■ **Available records**
•••••

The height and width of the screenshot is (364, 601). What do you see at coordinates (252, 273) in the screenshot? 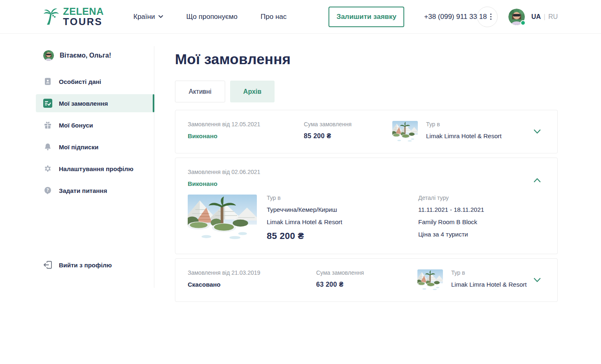
I see `order-date-label: Замовлення від 21.03.2019` at bounding box center [252, 273].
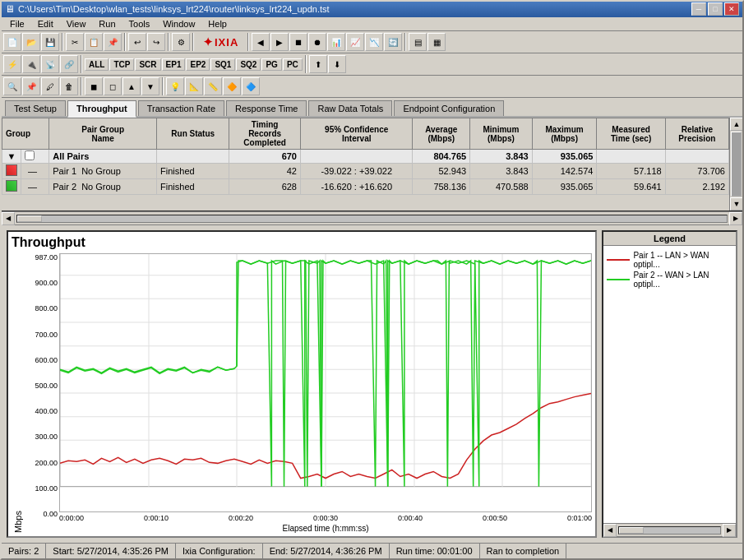  What do you see at coordinates (736, 219) in the screenshot?
I see `h-scroll-right: ▶` at bounding box center [736, 219].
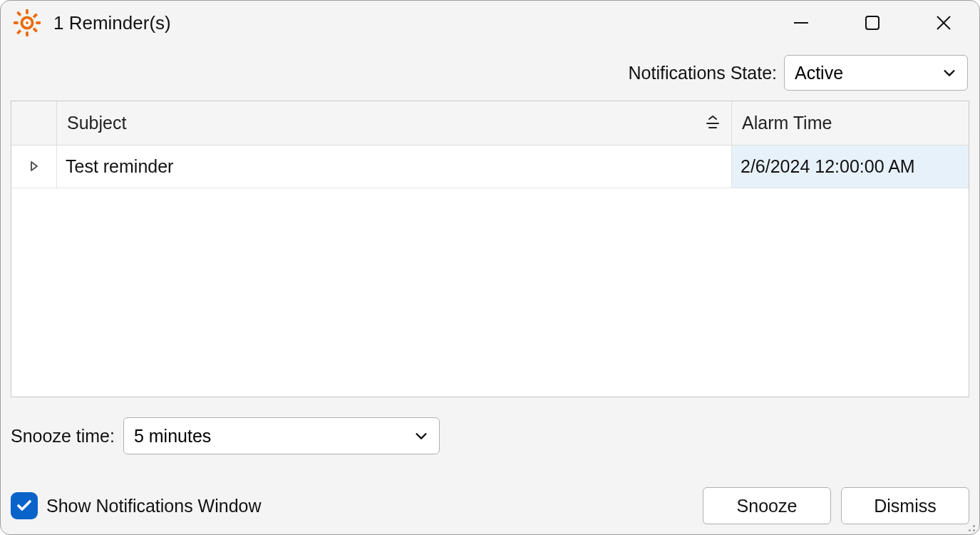  I want to click on resize-grip, so click(970, 526).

•••••

■ **What the task asks**
Go through the records above and write out every line exactly, passing over the pictures.

■ **Your solution**
The height and width of the screenshot is (364, 601). What do you see at coordinates (252, 273) in the screenshot? 
I see `order-date-label: Замовлення від 21.03.2019` at bounding box center [252, 273].
  What do you see at coordinates (736, 219) in the screenshot?
I see `h-scroll-right: ▶` at bounding box center [736, 219].
  I want to click on resize-grip, so click(970, 526).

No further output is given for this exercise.